Friday, July 31, 2009

healing music

Listening to some classical music pieces labeled "easy Sunday music" or "quiet times with piano" with some famous "easy listening" tones from famous classical composers, it is rather ... draining! Quite draining.

I needed to escape that, it felt bad. Classical music has something in it that is not quite right. I know, I am saying a blashphemy, but that is what it feels like to me. Somehow the music was pulling me too much into my intellect and emotions, and that didn't feel good at all. I noticed that it was helping me focus on the "book stuff" on studying I was doing, at the expense of somehow erasing my total being out of the picture. I cannot explain it better than to say that somehow it was engaging only my mind and my lower emotions. I need to investigate this some more. It seems like this enables the Western civilization to keep on going into intellectual pursuits only, and then it makes them rebel and get into the opposite of totally out-of-mind wild rock-n-roll.

Listening to Native American flutes was a lot more satisfying. It somehow brought me to the present moment and made me Present as a whole. And it was possible to do intellectual work with it.

African music makes me feel comfortable and relaxed and quietly happy. It is good for daily living. It is hard to do intellectual work with it.

But then African music wasn't enough when it was time for higher spiritual pursuits and contemplation. Then African feels bad and Tibetan chants feel good.

Fascinating. Each of these musics "sets the tone" for how people ARE. Each one of those cultures has certain habits and practices and music just enforced them, locks them into it and vice versa.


■ AIM OF THE TASK:
Except for the pictures, retype the records that follow exactly.

(Entries from a visual dataset)
--------

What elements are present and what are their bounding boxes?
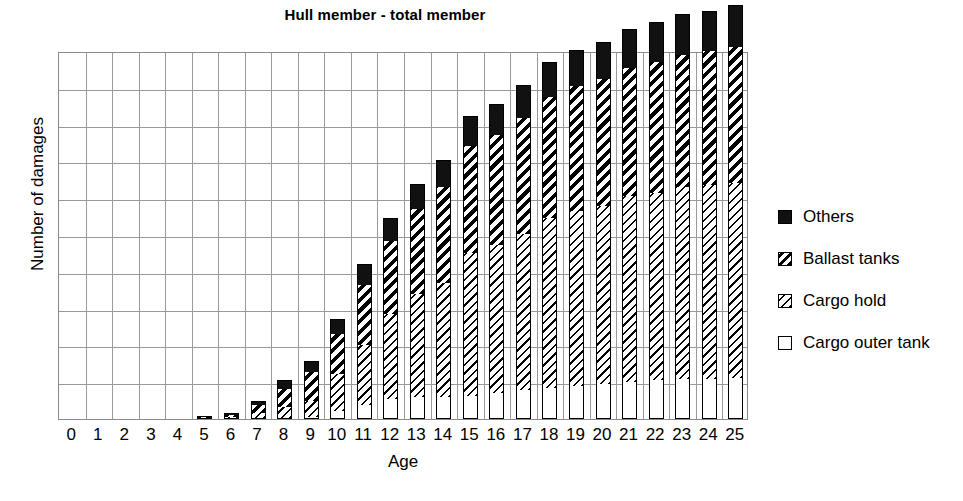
bar-segment-cargo-outer-tank: [463, 396, 478, 419]
bar-segment-cargo-hold: [251, 413, 266, 419]
legend-swatch-icon: [778, 336, 792, 350]
bar-age-8[interactable]: [277, 380, 292, 419]
bar-segment-others: [383, 218, 398, 241]
x-tick-label-0: 0: [58, 424, 85, 446]
bar-age-23[interactable]: [675, 14, 690, 419]
bar-segment-ballast-tanks: [383, 241, 398, 315]
plot-area: [58, 52, 748, 420]
bar-age-21[interactable]: [622, 29, 637, 419]
x-tick-label-2: 2: [111, 424, 138, 446]
bar-segment-cargo-outer-tank: [489, 393, 504, 419]
bar-segment-cargo-hold: [542, 218, 557, 387]
bar-segment-cargo-hold: [728, 183, 743, 378]
x-axis-tick-labels: 0123456789101112131415161718192021222324…: [58, 424, 748, 448]
bar-segment-ballast-tanks: [197, 417, 212, 418]
bar-segment-cargo-hold: [622, 196, 637, 382]
bar-age-15[interactable]: [463, 116, 478, 419]
legend-swatch-icon: [778, 210, 792, 224]
bar-segment-cargo-outer-tank: [728, 378, 743, 419]
bar-segment-cargo-hold: [596, 206, 611, 384]
x-axis-label: Age: [58, 452, 748, 472]
x-tick-label-11: 11: [350, 424, 377, 446]
x-tick-label-10: 10: [323, 424, 350, 446]
bar-age-12[interactable]: [383, 218, 398, 419]
bar-segment-cargo-hold: [277, 407, 292, 419]
bar-age-7[interactable]: [251, 401, 266, 419]
x-tick-label-19: 19: [562, 424, 589, 446]
chart-title: Hull member - total member: [0, 6, 770, 23]
bar-age-24[interactable]: [702, 11, 717, 419]
bar-age-20[interactable]: [596, 42, 611, 419]
bar-segment-others: [596, 42, 611, 79]
bar-segment-others: [569, 50, 584, 86]
bar-segment-others: [489, 104, 504, 135]
bar-segment-ballast-tanks: [357, 285, 372, 346]
bar-age-11[interactable]: [357, 264, 372, 419]
x-tick-label-1: 1: [85, 424, 112, 446]
bar-segment-cargo-outer-tank: [357, 405, 372, 419]
bar-age-6[interactable]: [224, 413, 239, 419]
bar-segment-cargo-outer-tank: [410, 397, 425, 419]
bar-age-10[interactable]: [330, 319, 345, 419]
bar-segment-others: [542, 62, 557, 97]
bar-age-18[interactable]: [542, 62, 557, 419]
legend-item-label: Ballast tanks: [803, 249, 899, 269]
legend-item-cargo-hold[interactable]: Cargo hold: [778, 280, 958, 322]
bar-segment-cargo-hold: [489, 245, 504, 392]
x-tick-label-18: 18: [536, 424, 563, 446]
legend-item-others[interactable]: Others: [778, 196, 958, 238]
bar-age-14[interactable]: [436, 160, 451, 419]
bar-segment-others: [277, 380, 292, 389]
bar-segment-ballast-tanks: [516, 118, 531, 234]
legend-swatch-icon: [778, 294, 792, 308]
x-tick-label-24: 24: [695, 424, 722, 446]
bar-segment-others: [410, 184, 425, 210]
x-tick-label-4: 4: [164, 424, 191, 446]
bar-age-13[interactable]: [410, 183, 425, 419]
x-tick-label-14: 14: [430, 424, 457, 446]
x-tick-label-7: 7: [244, 424, 271, 446]
bar-segment-ballast-tanks: [569, 86, 584, 211]
bar-age-5[interactable]: [197, 416, 212, 419]
bar-segment-cargo-outer-tank: [569, 386, 584, 419]
bar-segment-ballast-tanks: [596, 79, 611, 206]
bar-segment-others: [463, 116, 478, 146]
bar-segment-cargo-hold: [516, 234, 531, 390]
x-tick-label-17: 17: [509, 424, 536, 446]
bar-segment-ballast-tanks: [224, 415, 239, 417]
bar-age-25[interactable]: [728, 5, 743, 419]
legend-item-cargo-outer-tank[interactable]: Cargo outer tank: [778, 322, 958, 364]
bar-segment-cargo-outer-tank: [649, 380, 664, 419]
bar-segment-cargo-hold: [304, 401, 319, 418]
bar-segment-others: [728, 5, 743, 46]
bar-age-9[interactable]: [304, 361, 319, 419]
x-tick-label-21: 21: [615, 424, 642, 446]
bar-segment-cargo-outer-tank: [596, 384, 611, 419]
bar-segment-others: [330, 319, 345, 334]
bar-segment-others: [357, 264, 372, 284]
bar-segment-others: [649, 22, 664, 62]
bar-segment-cargo-outer-tank: [436, 397, 451, 419]
bar-segment-cargo-outer-tank: [304, 417, 319, 419]
legend-item-ballast-tanks[interactable]: Ballast tanks: [778, 238, 958, 280]
bar-age-19[interactable]: [569, 50, 584, 419]
bar-segment-cargo-hold: [383, 314, 398, 399]
bar-segment-cargo-hold: [702, 185, 717, 378]
legend-item-label: Others: [803, 207, 854, 227]
bar-segment-cargo-hold: [357, 345, 372, 405]
bar-segment-ballast-tanks: [251, 405, 266, 413]
bar-segment-ballast-tanks: [542, 97, 557, 218]
bar-segment-cargo-hold: [463, 253, 478, 397]
x-tick-label-13: 13: [403, 424, 430, 446]
bar-segment-ballast-tanks: [410, 209, 425, 294]
legend-swatch-icon: [778, 252, 792, 266]
bar-segment-ballast-tanks: [675, 55, 690, 187]
bar-age-16[interactable]: [489, 104, 504, 419]
bar-age-17[interactable]: [516, 85, 531, 419]
bar-segment-cargo-outer-tank: [542, 388, 557, 419]
x-tick-label-8: 8: [270, 424, 297, 446]
bar-segment-ballast-tanks: [728, 47, 743, 183]
bar-age-22[interactable]: [649, 22, 664, 419]
bar-segment-ballast-tanks: [702, 51, 717, 185]
bar-segment-cargo-hold: [569, 211, 584, 386]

--------

■ EXERCISE ANSWER:
What elements are present and what are their bounding boxes?
bar-segment-cargo-outer-tank: [463, 396, 478, 419]
bar-segment-cargo-hold: [251, 413, 266, 419]
legend-swatch-icon: [778, 336, 792, 350]
bar-age-8[interactable]: [277, 380, 292, 419]
bar-segment-others: [383, 218, 398, 241]
x-tick-label-0: 0: [58, 424, 85, 446]
bar-age-23[interactable]: [675, 14, 690, 419]
bar-segment-ballast-tanks: [383, 241, 398, 315]
plot-area: [58, 52, 748, 420]
bar-age-21[interactable]: [622, 29, 637, 419]
x-tick-label-2: 2: [111, 424, 138, 446]
bar-segment-cargo-outer-tank: [489, 393, 504, 419]
bar-segment-cargo-hold: [542, 218, 557, 387]
bar-segment-cargo-hold: [728, 183, 743, 378]
x-axis-tick-labels: 0123456789101112131415161718192021222324…: [58, 424, 748, 448]
bar-segment-ballast-tanks: [197, 417, 212, 418]
bar-segment-cargo-hold: [622, 196, 637, 382]
bar-age-15[interactable]: [463, 116, 478, 419]
legend-swatch-icon: [778, 210, 792, 224]
bar-segment-cargo-outer-tank: [728, 378, 743, 419]
bar-segment-cargo-hold: [596, 206, 611, 384]
x-axis-label: Age: [58, 452, 748, 472]
x-tick-label-11: 11: [350, 424, 377, 446]
x-tick-label-10: 10: [323, 424, 350, 446]
bar-age-12[interactable]: [383, 218, 398, 419]
bar-segment-cargo-hold: [277, 407, 292, 419]
bar-age-7[interactable]: [251, 401, 266, 419]
x-tick-label-19: 19: [562, 424, 589, 446]
chart-title: Hull member - total member: [0, 6, 770, 23]
bar-age-24[interactable]: [702, 11, 717, 419]
bar-age-20[interactable]: [596, 42, 611, 419]
bar-segment-others: [596, 42, 611, 79]
bar-segment-others: [569, 50, 584, 86]
bar-segment-others: [489, 104, 504, 135]
bar-segment-ballast-tanks: [357, 285, 372, 346]
bar-age-11[interactable]: [357, 264, 372, 419]
x-tick-label-1: 1: [85, 424, 112, 446]
bar-segment-cargo-outer-tank: [357, 405, 372, 419]
bar-age-6[interactable]: [224, 413, 239, 419]
bar-segment-cargo-outer-tank: [410, 397, 425, 419]
bar-age-10[interactable]: [330, 319, 345, 419]
bar-segment-others: [542, 62, 557, 97]
bar-age-18[interactable]: [542, 62, 557, 419]
legend-item-label: Ballast tanks: [803, 249, 899, 269]
legend-item-cargo-hold[interactable]: Cargo hold: [778, 280, 958, 322]
bar-segment-cargo-hold: [489, 245, 504, 392]
x-tick-label-18: 18: [536, 424, 563, 446]
legend-item-others[interactable]: Others: [778, 196, 958, 238]
bar-age-14[interactable]: [436, 160, 451, 419]
bar-segment-others: [277, 380, 292, 389]
bar-segment-ballast-tanks: [516, 118, 531, 234]
legend-swatch-icon: [778, 294, 792, 308]
x-tick-label-24: 24: [695, 424, 722, 446]
bar-segment-others: [410, 184, 425, 210]
x-tick-label-4: 4: [164, 424, 191, 446]
bar-age-13[interactable]: [410, 183, 425, 419]
x-tick-label-14: 14: [430, 424, 457, 446]
x-tick-label-7: 7: [244, 424, 271, 446]
bar-segment-ballast-tanks: [569, 86, 584, 211]
bar-age-5[interactable]: [197, 416, 212, 419]
bar-segment-cargo-outer-tank: [569, 386, 584, 419]
bar-segment-ballast-tanks: [596, 79, 611, 206]
bar-segment-others: [463, 116, 478, 146]
bar-segment-cargo-hold: [516, 234, 531, 390]
x-tick-label-17: 17: [509, 424, 536, 446]
bar-segment-ballast-tanks: [224, 415, 239, 417]
bar-age-25[interactable]: [728, 5, 743, 419]
legend-item-cargo-outer-tank[interactable]: Cargo outer tank: [778, 322, 958, 364]
bar-segment-cargo-outer-tank: [649, 380, 664, 419]
bar-segment-cargo-hold: [304, 401, 319, 418]
bar-segment-others: [728, 5, 743, 46]
bar-age-9[interactable]: [304, 361, 319, 419]
x-tick-label-21: 21: [615, 424, 642, 446]
bar-segment-cargo-outer-tank: [596, 384, 611, 419]
bar-segment-others: [330, 319, 345, 334]
bar-segment-others: [357, 264, 372, 284]
bar-segment-others: [649, 22, 664, 62]
bar-segment-cargo-outer-tank: [436, 397, 451, 419]
bar-segment-cargo-outer-tank: [304, 417, 319, 419]
legend-item-ballast-tanks[interactable]: Ballast tanks: [778, 238, 958, 280]
bar-age-19[interactable]: [569, 50, 584, 419]
bar-segment-cargo-hold: [383, 314, 398, 399]
bar-segment-cargo-hold: [702, 185, 717, 378]
legend-item-label: Others: [803, 207, 854, 227]
bar-segment-cargo-hold: [357, 345, 372, 405]
bar-segment-ballast-tanks: [251, 405, 266, 413]
bar-segment-ballast-tanks: [542, 97, 557, 218]
bar-segment-cargo-hold: [463, 253, 478, 397]
x-tick-label-13: 13: [403, 424, 430, 446]
bar-segment-ballast-tanks: [410, 209, 425, 294]
legend-swatch-icon: [778, 252, 792, 266]
bar-segment-ballast-tanks: [675, 55, 690, 187]
bar-age-16[interactable]: [489, 104, 504, 419]
bar-age-17[interactable]: [516, 85, 531, 419]
bar-segment-cargo-outer-tank: [542, 388, 557, 419]
x-tick-label-8: 8: [270, 424, 297, 446]
bar-segment-ballast-tanks: [728, 47, 743, 183]
bar-age-22[interactable]: [649, 22, 664, 419]
bar-segment-ballast-tanks: [702, 51, 717, 185]
bar-segment-cargo-hold: [569, 211, 584, 386]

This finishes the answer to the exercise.